Centenarian Memory and Biospecimen Program

Phenotyping and Biospecimen Core

['FUNDING_OTHER'] · BOSTON UNIVERSITY MEDICAL CAMPUS · NIH-11190875

This project follows people aged 100+, their grown children, and spouses to collect memory tests, blood samples, brain scans, and tissue donations to learn why some people keep their memory sharp.

Quick facts

Phase['FUNDING_OTHER']
Study typeNih_funding
SexAll
SponsorBOSTON UNIVERSITY MEDICAL CAMPUS (nih funded)
Locations1 site (BOSTON, UNITED STATES)
Trial IDNIH-11190875 on ClinicalTrials.gov

What this research studies

From your perspective, the team first finds very old adults with unusually strong thinking skills (centenarian 'superagers'), their children, and spouses from two long-running studies. Participants get yearly, COVID-safe virtual memory testing that matches other major studies, give blood for Alzheimer's-related markers and genetics, and may be offered brain scans or the chance to donate tissue after death. Experts meet to agree on diagnoses so the results are consistent and reliable, and all data are stored securely in REDCap for careful quality control and sharing with approved researchers. The goal is to build a well-characterized group to study the biology of preserved thinking across generations.

Who could benefit from this research

Good fit: Ideal candidates are people aged around 100 with preserved cognition, their adult offspring, and spouses who are willing to do annual virtual cognitive tests and provide blood samples and, if possible, imaging or post-mortem tissue donation.

Not a fit: People without a centenarian connection, those unwilling to give biospecimens or participate in testing, or minors are unlikely to be eligible or to benefit from joining this effort.

Why it matters

Potential benefit: If successful, this work could reveal biological markers and patterns tied to lifelong memory resilience that may guide prevention or future treatments for Alzheimer's disease.

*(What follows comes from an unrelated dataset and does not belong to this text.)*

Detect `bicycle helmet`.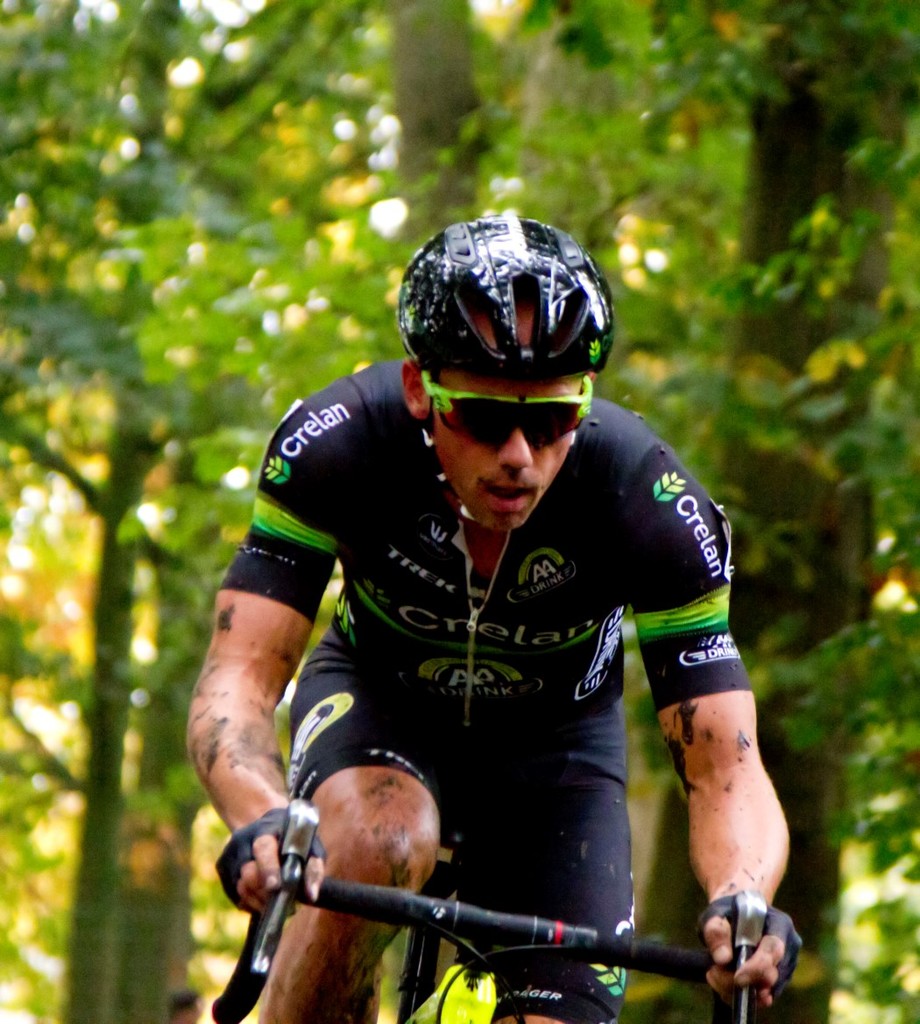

How similar studies have performed: Previous centenarian and biomarker studies have produced useful clues about aging and Alzheimer's, but combining large groups of centenarian 'superagers' with their offspring and standardized yearly measures is a relatively new and promising approach.

Where this research is happening

BOSTON, UNITED STATES

Researchers

About this research

  1. This is an active NIH-funded research project — typically early-stage science, not a clinical trial accepting patient enrollment.
  2. Some NIH-funded labs run parallel clinical studies or seek volunteers for related work. To check, contact the principal investigator or institution listed above.
  3. For full project details, budget, and progress reports, visit the official NIH RePORTER page below.

View on NIH RePORTER →

Conditions: Alzheimer disease dementia, Alzheimer syndrome

Last reviewed 2026-05-15 by the Find a Trial editorial team. Information on this page is for educational purposes and is not medical advice. Always consult qualified healthcare professionals about clinical trial participation.